Climate scientists write…
Sir: Lord Lawson has written in his diary (30 November) under the online summary headline ‘my secret showdown with the Royal Society on global warming’, but the reality is rather different. As he is aware, the purpose of the meeting on 19 November was not to put on a public performance, but to provide Lord Lawson with expert advice on climate science. The science summarised by the climate scientists was generally agreed to by all present.
Lord Lawson charges that we ‘were very reluctant to engage on the crucial issue of climate change policy at all’ and that we had no interest in ‘the massive human and economic costs involved’ in implementing policies to mitigate the effects of climate change. As climate scientists, the human and economic costs of the changes happening to our climate are of grave concern. Climate science has a key role to play in informing policy.
That said, it is also crucial that the status of the science can be discussed independent of any political views. While climate science undoubtedly does have important policy implications, scientific conclusions about the scale and pace of climate change caused by human activity are independent of these considerations. Indeed, public understanding of and trust in scientific assessments of the risks posed by climate change will be greater if discussions about the science are not politicised. The fact that we focused on science rather than policy on this occasion was precisely for these reasons.
Brian Hoskins
Director, Grantham Institute for Climate Change, Imperial College London
Gideon Henderson
Professor of Earth Sciences, University of Oxford
Tim Palmer
Royal Society Research Professor in Climate Physics, University of Oxford
John Shepherd
Research Fellow in Earth System Science, University of Southampton
Keith Shine
Regius Professor of Meteorology and Climate Science, University of Reading
Andrew Watson
Royal Society Research Professor, College of Life and Environmental Sciences, University of Exeter
Mind the unmentionables
Sir: Educational underachievement may be a ‘classist’ issue more than a ‘racist’ one (‘You can’t say that’, 30 November).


WHAT IS EXPECTED: Going through the data below, please show each line containing the string "UNIT".
*** SUPPLIED MATERIAL ***
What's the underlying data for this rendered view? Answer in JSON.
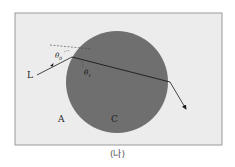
{
  "labels": {
    "light": "L",
    "region_outside": "A",
    "region_inside": "C",
    "angle_incidence": "θ",
    "angle_incidence_sub": "0",
    "angle_refraction": "θ",
    "angle_refraction_sub": "1"
  },
  "caption": "(나)",
  "colors": {
    "background": "#ececec",
    "border": "#9a9a9a",
    "sphere": "#6f6f6f",
    "ray": "#1a1a1a"
  }
}
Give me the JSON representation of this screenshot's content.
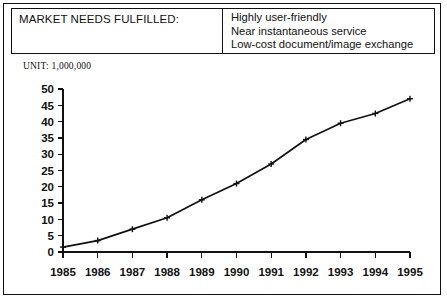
{
  "header": {
    "title": "MARKET NEEDS FULFILLED:",
    "needs": [
      "Highly user-friendly",
      "Near instantaneous service",
      "Low-cost document/image exchange"
    ]
  },
  "unit_label": "UNIT: 1,000,000",
  "colors": {
    "ink": "#111111",
    "paper": "#ffffff"
  },
  "chart_data": {
    "type": "line",
    "title": "",
    "xlabel": "",
    "ylabel": "",
    "unit": "UNIT: 1,000,000",
    "categories": [
      "1985",
      "1986",
      "1987",
      "1988",
      "1989",
      "1990",
      "1991",
      "1992",
      "1993",
      "1994",
      "1995"
    ],
    "values": [
      1.5,
      3.5,
      7,
      10.5,
      16,
      21,
      27,
      34.5,
      39.5,
      42.5,
      47
    ],
    "series": [
      {
        "name": "Market needs fulfilled",
        "values": [
          1.5,
          3.5,
          7,
          10.5,
          16,
          21,
          27,
          34.5,
          39.5,
          42.5,
          47
        ]
      }
    ],
    "ylim": [
      0,
      50
    ],
    "yticks": [
      0,
      5,
      10,
      15,
      20,
      25,
      30,
      35,
      40,
      45,
      50
    ],
    "ytick_labels": [
      "0",
      "5",
      "10",
      "15",
      "20",
      "25",
      "30",
      "35",
      "40",
      "45",
      "50"
    ],
    "xtick_labels": [
      "1985",
      "1986",
      "1987",
      "1988",
      "1989",
      "1990",
      "1991",
      "1992",
      "1993",
      "1994",
      "1995"
    ],
    "grid": false,
    "legend": false,
    "marker": "plus",
    "line_color": "#111111"
  }
}
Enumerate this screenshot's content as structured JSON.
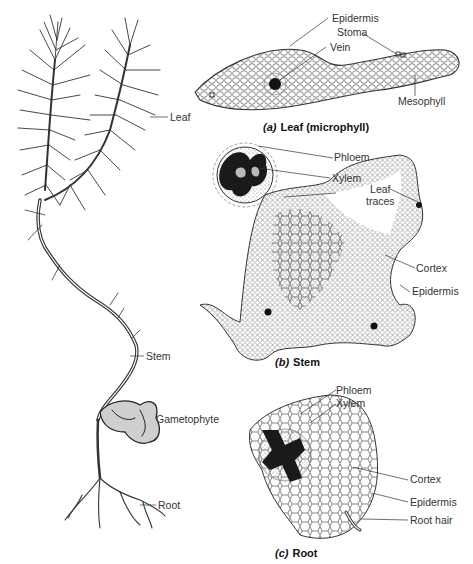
{
  "figure": {
    "plant_labels": {
      "leaf": "Leaf",
      "stem": "Stem",
      "gametophyte": "Gametophyte",
      "root": "Root"
    },
    "panels": [
      {
        "letter": "(a)",
        "title": "Leaf (microphyll)",
        "labels": {
          "epidermis": "Epidermis",
          "stoma": "Stoma",
          "vein": "Vein",
          "mesophyll": "Mesophyll"
        }
      },
      {
        "letter": "(b)",
        "title": "Stem",
        "labels": {
          "phloem": "Phloem",
          "xylem": "Xylem",
          "leaf_traces": "Leaf traces",
          "leaf_traces_line1": "Leaf",
          "leaf_traces_line2": "traces",
          "cortex": "Cortex",
          "epidermis": "Epidermis"
        }
      },
      {
        "letter": "(c)",
        "title": "Root",
        "labels": {
          "phloem": "Phloem",
          "xylem": "Xylem",
          "cortex": "Cortex",
          "epidermis": "Epidermis",
          "root_hair": "Root hair"
        }
      }
    ]
  }
}
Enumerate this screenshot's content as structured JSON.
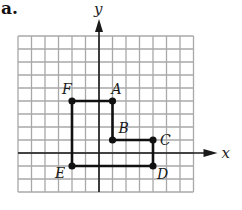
{
  "part_label": "a.",
  "axes": {
    "x_label": "x",
    "y_label": "y",
    "x_min": -6,
    "x_max": 7,
    "y_min": -3,
    "y_max": 9
  },
  "grid": {
    "left_px": 18,
    "top_px": 36,
    "cell_w_px": 13.5,
    "cell_h_px": 13.0,
    "line_color": "#a8a8a8",
    "axis_color": "#1a1a1a",
    "shape_color": "#111111"
  },
  "points": [
    {
      "label": "A",
      "x": 1,
      "y": 4,
      "label_dx": -1,
      "label_dy": -7
    },
    {
      "label": "B",
      "x": 1,
      "y": 1,
      "label_dx": 6,
      "label_dy": -7
    },
    {
      "label": "C",
      "x": 4,
      "y": 1,
      "label_dx": 7,
      "label_dy": 5
    },
    {
      "label": "D",
      "x": 4,
      "y": -1,
      "label_dx": 4,
      "label_dy": 13
    },
    {
      "label": "E",
      "x": -2,
      "y": -1,
      "label_dx": -17,
      "label_dy": 12
    },
    {
      "label": "F",
      "x": -2,
      "y": 4,
      "label_dx": -10,
      "label_dy": -7
    }
  ],
  "polygon_order": [
    "A",
    "B",
    "C",
    "D",
    "E",
    "F"
  ]
}
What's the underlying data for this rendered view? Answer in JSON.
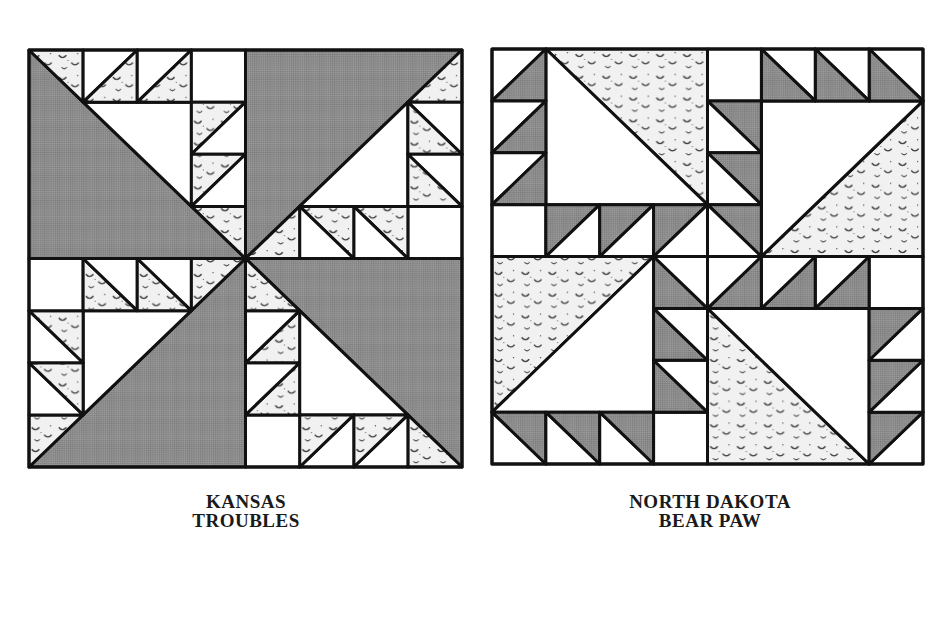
{
  "colors": {
    "background": "#ffffff",
    "line": "#111111",
    "dark_fill": "#8c8c8c",
    "print_fill": "#f1f1f1",
    "print_mark": "#3a3a3a",
    "white_fill": "#ffffff"
  },
  "blocks": [
    {
      "id": "kansas-troubles",
      "caption_line1": "KANSAS",
      "caption_line2": "TROUBLES",
      "x": 29,
      "y": 50,
      "size": 433,
      "pattern": "kansas"
    },
    {
      "id": "north-dakota-bear-paw",
      "caption_line1": "NORTH DAKOTA",
      "caption_line2": "BEAR PAW",
      "x": 492,
      "y": 49,
      "size": 431,
      "pattern": "bearpaw"
    }
  ],
  "captions": {
    "kansas": {
      "line1": "KANSAS",
      "line2": "TROUBLES"
    },
    "bearpaw": {
      "line1": "NORTH DAKOTA",
      "line2": "BEAR PAW"
    }
  }
}
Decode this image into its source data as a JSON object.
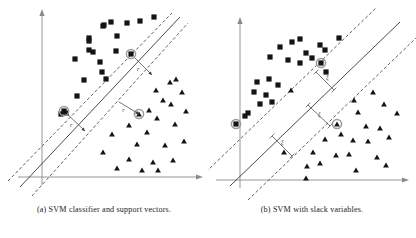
{
  "figure": {
    "panels": [
      {
        "id": "panel-a",
        "caption": "(a) SVM classifier and support vectors.",
        "axes": {
          "x_label": "",
          "y_label": "",
          "color": "#8a8a8a"
        },
        "lines": {
          "decision_boundary": {
            "x1": 22,
            "y1": 180,
            "x2": 173,
            "y2": 16,
            "style": "solid",
            "color": "#2b2b2b"
          },
          "margin_upper": {
            "x1": 10,
            "y1": 180,
            "x2": 168,
            "y2": 14,
            "style": "dashed",
            "color": "#2b2b2b"
          },
          "margin_lower": {
            "x1": 30,
            "y1": 190,
            "x2": 180,
            "y2": 22,
            "style": "dashed",
            "color": "#2b2b2b"
          }
        },
        "margin_annotations": [
          {
            "name": "margin-upper-right",
            "label": "r",
            "from_x": 131,
            "from_y": 54,
            "to_x": 152,
            "to_y": 75
          },
          {
            "name": "margin-center",
            "label": "r",
            "from_x": 114,
            "from_y": 99,
            "to_x": 139,
            "to_y": 114
          },
          {
            "name": "margin-lower-left",
            "label": "r",
            "from_x": 64,
            "from_y": 111,
            "to_x": 85,
            "to_y": 131
          }
        ],
        "support_vectors": [
          {
            "name": "sv-square-upper",
            "shape": "square",
            "x": 131,
            "y": 54
          },
          {
            "name": "sv-square-lower",
            "shape": "square",
            "x": 64,
            "y": 111
          },
          {
            "name": "sv-triangle-center",
            "shape": "triangle",
            "x": 139,
            "y": 114
          }
        ],
        "squares": [
          [
            103,
            26
          ],
          [
            111,
            22
          ],
          [
            127,
            23
          ],
          [
            140,
            21
          ],
          [
            154,
            17
          ],
          [
            104,
            25
          ],
          [
            89,
            38
          ],
          [
            117,
            36
          ],
          [
            93,
            52
          ],
          [
            89,
            50
          ],
          [
            116,
            51
          ],
          [
            131,
            54
          ],
          [
            75,
            59
          ],
          [
            100,
            62
          ],
          [
            102,
            72
          ],
          [
            106,
            79
          ],
          [
            84,
            80
          ],
          [
            77,
            96
          ],
          [
            64,
            111
          ],
          [
            61,
            114
          ],
          [
            66,
            113
          ],
          [
            89,
            41
          ]
        ],
        "triangles": [
          [
            170,
            82
          ],
          [
            176,
            79
          ],
          [
            156,
            90
          ],
          [
            182,
            92
          ],
          [
            163,
            100
          ],
          [
            149,
            110
          ],
          [
            139,
            114
          ],
          [
            171,
            104
          ],
          [
            186,
            111
          ],
          [
            157,
            118
          ],
          [
            129,
            125
          ],
          [
            175,
            124
          ],
          [
            147,
            132
          ],
          [
            112,
            134
          ],
          [
            137,
            144
          ],
          [
            165,
            145
          ],
          [
            184,
            141
          ],
          [
            103,
            152
          ],
          [
            129,
            159
          ],
          [
            153,
            162
          ],
          [
            117,
            168
          ],
          [
            142,
            170
          ],
          [
            158,
            170
          ],
          [
            173,
            160
          ]
        ]
      },
      {
        "id": "panel-b",
        "caption": "(b) SVM with slack variables.",
        "axes": {
          "x_label": "",
          "y_label": "",
          "color": "#8a8a8a"
        },
        "lines": {
          "decision_boundary": {
            "x1": 22,
            "y1": 182,
            "x2": 186,
            "y2": 28,
            "style": "solid",
            "color": "#2b2b2b"
          },
          "margin_upper": {
            "x1": 0,
            "y1": 170,
            "x2": 166,
            "y2": 12,
            "style": "dashed",
            "color": "#2b2b2b"
          },
          "margin_lower": {
            "x1": 38,
            "y1": 196,
            "x2": 200,
            "y2": 42,
            "style": "dashed",
            "color": "#2b2b2b"
          }
        },
        "slack_annotations": [
          {
            "name": "slack-xi-1",
            "label": "ξ",
            "x": 118,
            "y": 79
          },
          {
            "name": "slack-xi-2",
            "label": "ξ",
            "x": 110,
            "y": 116
          },
          {
            "name": "slack-xi-3",
            "label": "ξ",
            "x": 73,
            "y": 144
          }
        ],
        "support_vectors": [
          {
            "name": "sv-square-margin",
            "shape": "square",
            "x": 113,
            "y": 63
          },
          {
            "name": "sv-triangle-violator",
            "shape": "triangle",
            "x": 129,
            "y": 124
          },
          {
            "name": "sv-square-left",
            "shape": "square",
            "x": 28,
            "y": 124
          }
        ],
        "squares": [
          [
            84,
            42
          ],
          [
            92,
            39
          ],
          [
            72,
            47
          ],
          [
            112,
            45
          ],
          [
            117,
            50
          ],
          [
            131,
            38
          ],
          [
            98,
            53
          ],
          [
            62,
            57
          ],
          [
            80,
            60
          ],
          [
            92,
            63
          ],
          [
            104,
            58
          ],
          [
            113,
            63
          ],
          [
            118,
            72
          ],
          [
            49,
            82
          ],
          [
            61,
            79
          ],
          [
            70,
            85
          ],
          [
            46,
            92
          ],
          [
            58,
            95
          ],
          [
            52,
            104
          ],
          [
            64,
            102
          ],
          [
            28,
            124
          ],
          [
            40,
            113
          ],
          [
            37,
            116
          ]
        ],
        "triangles": [
          [
            83,
            90
          ],
          [
            129,
            124
          ],
          [
            146,
            100
          ],
          [
            165,
            92
          ],
          [
            176,
            104
          ],
          [
            150,
            112
          ],
          [
            189,
            113
          ],
          [
            158,
            126
          ],
          [
            172,
            128
          ],
          [
            133,
            134
          ],
          [
            117,
            139
          ],
          [
            145,
            140
          ],
          [
            160,
            141
          ],
          [
            181,
            137
          ],
          [
            105,
            152
          ],
          [
            128,
            155
          ],
          [
            141,
            154
          ],
          [
            169,
            157
          ],
          [
            99,
            166
          ],
          [
            112,
            163
          ],
          [
            148,
            170
          ],
          [
            178,
            165
          ],
          [
            98,
            178
          ],
          [
            76,
            152
          ]
        ]
      }
    ]
  }
}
*** End of SUPPLIED MATERIAL ***
TASK OUTPUT:
  "unit_label": "UNIT: 1,000,000",
    "unit": "UNIT: 1,000,000",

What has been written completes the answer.